P21C-3919:
MESSENGER Disappearing Dayside Magnetosphere Events: Evidence for Severe Dayside Erosion and/or Compression?

Tuesday, 16 December 2014
Helen R Middleton1, James A Slavin2, Jim M Raines2, Xianzhe Jia3, Brian J Anderson4, M. Leila Mays5 and Thomas Zurbuchen6, (1)ESA/ESAC, Villanueva De La Can, Spain, (2)University of Michigan Ann Arbor, Ann Arbor, MI, United States, (3)University of Michigan, Ann Arbor, MI, United States, (4)Johns Hopkins University, Baltimore, MD, United States, (5)NASA/GSFC, Greenbelt, MD, United States, (6)Univ Michigan, Ann Arbor, MI, United States
Abstract:
During northward passes over Mercury's dayside hemisphere, the MESSENGER spacecraft normally enters the dayside magnetosphere before it descends to below ~ 500 km altitude. However, for some of these dayside passes the dayside magnetosphere is completely absent in the magnetometer (MAG) and Fast Imaging Plasma Spectrometer (FIPS) observations. During these “disappearing" dayside magnetosphere passes the MESSENGER measurements indicate that the spacecraft passed directly from the magnetosheath into the northern magnetospheric cusp and, finally, the high latitude nightside magnetosphere. Likely causes of these unusual events are severe reconnection-driven erosion and/or solar wind compression of the dayside magnetosphere, to the point where the closed field line dayside magnetosphere lies equatorward and/or below the orbit of MESSENGER. A survey of such cases in the MESSENGER data is presented. The hypothesis that these events are produced by extreme dayside magnetosphere reconnection and/or solar wind compression, is tested using ENLIL predictions of solar wind conditions at Mercury orbit and analysis of the MESSENGER measurements in the cusp and high-latitude nightside magnetosphere.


TASK STATEMENT: All of the data needs to be repeated exactly.

EXCERPTED DATA:

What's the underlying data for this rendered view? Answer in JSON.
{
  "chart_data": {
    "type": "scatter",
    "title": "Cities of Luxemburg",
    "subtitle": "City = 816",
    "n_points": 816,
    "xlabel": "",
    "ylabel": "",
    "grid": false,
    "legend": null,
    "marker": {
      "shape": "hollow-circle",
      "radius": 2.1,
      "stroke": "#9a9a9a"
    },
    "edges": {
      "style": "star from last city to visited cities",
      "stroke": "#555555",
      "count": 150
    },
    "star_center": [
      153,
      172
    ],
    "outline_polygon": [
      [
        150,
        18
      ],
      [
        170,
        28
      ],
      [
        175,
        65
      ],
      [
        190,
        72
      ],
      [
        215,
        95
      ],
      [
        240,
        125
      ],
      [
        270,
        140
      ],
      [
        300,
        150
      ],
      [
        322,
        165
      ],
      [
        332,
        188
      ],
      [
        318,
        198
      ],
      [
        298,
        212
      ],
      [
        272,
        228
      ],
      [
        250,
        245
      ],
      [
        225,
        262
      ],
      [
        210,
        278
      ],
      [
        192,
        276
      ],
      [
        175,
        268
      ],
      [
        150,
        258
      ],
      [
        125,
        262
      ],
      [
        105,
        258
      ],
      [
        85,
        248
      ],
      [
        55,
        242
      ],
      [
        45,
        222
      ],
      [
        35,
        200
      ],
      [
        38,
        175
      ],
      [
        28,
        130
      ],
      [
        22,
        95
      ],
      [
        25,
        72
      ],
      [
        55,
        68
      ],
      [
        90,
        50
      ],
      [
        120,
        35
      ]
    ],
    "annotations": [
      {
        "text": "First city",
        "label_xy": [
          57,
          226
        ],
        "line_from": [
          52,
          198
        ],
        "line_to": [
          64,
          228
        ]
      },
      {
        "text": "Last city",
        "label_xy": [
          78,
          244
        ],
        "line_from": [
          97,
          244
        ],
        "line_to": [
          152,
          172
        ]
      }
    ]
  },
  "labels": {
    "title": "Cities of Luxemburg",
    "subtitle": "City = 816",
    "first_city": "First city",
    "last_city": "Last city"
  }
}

ANSWER BOX:
What's the underlying data for this rendered view? Answer in JSON.
{
  "chart_data": {
    "type": "scatter",
    "title": "Cities of Luxemburg",
    "subtitle": "City = 816",
    "n_points": 816,
    "xlabel": "",
    "ylabel": "",
    "grid": false,
    "legend": null,
    "marker": {
      "shape": "hollow-circle",
      "radius": 2.1,
      "stroke": "#9a9a9a"
    },
    "edges": {
      "style": "star from last city to visited cities",
      "stroke": "#555555",
      "count": 150
    },
    "star_center": [
      153,
      172
    ],
    "outline_polygon": [
      [
        150,
        18
      ],
      [
        170,
        28
      ],
      [
        175,
        65
      ],
      [
        190,
        72
      ],
      [
        215,
        95
      ],
      [
        240,
        125
      ],
      [
        270,
        140
      ],
      [
        300,
        150
      ],
      [
        322,
        165
      ],
      [
        332,
        188
      ],
      [
        318,
        198
      ],
      [
        298,
        212
      ],
      [
        272,
        228
      ],
      [
        250,
        245
      ],
      [
        225,
        262
      ],
      [
        210,
        278
      ],
      [
        192,
        276
      ],
      [
        175,
        268
      ],
      [
        150,
        258
      ],
      [
        125,
        262
      ],
      [
        105,
        258
      ],
      [
        85,
        248
      ],
      [
        55,
        242
      ],
      [
        45,
        222
      ],
      [
        35,
        200
      ],
      [
        38,
        175
      ],
      [
        28,
        130
      ],
      [
        22,
        95
      ],
      [
        25,
        72
      ],
      [
        55,
        68
      ],
      [
        90,
        50
      ],
      [
        120,
        35
      ]
    ],
    "annotations": [
      {
        "text": "First city",
        "label_xy": [
          57,
          226
        ],
        "line_from": [
          52,
          198
        ],
        "line_to": [
          64,
          228
        ]
      },
      {
        "text": "Last city",
        "label_xy": [
          78,
          244
        ],
        "line_from": [
          97,
          244
        ],
        "line_to": [
          152,
          172
        ]
      }
    ]
  },
  "labels": {
    "title": "Cities of Luxemburg",
    "subtitle": "City = 816",
    "first_city": "First city",
    "last_city": "Last city"
  }
}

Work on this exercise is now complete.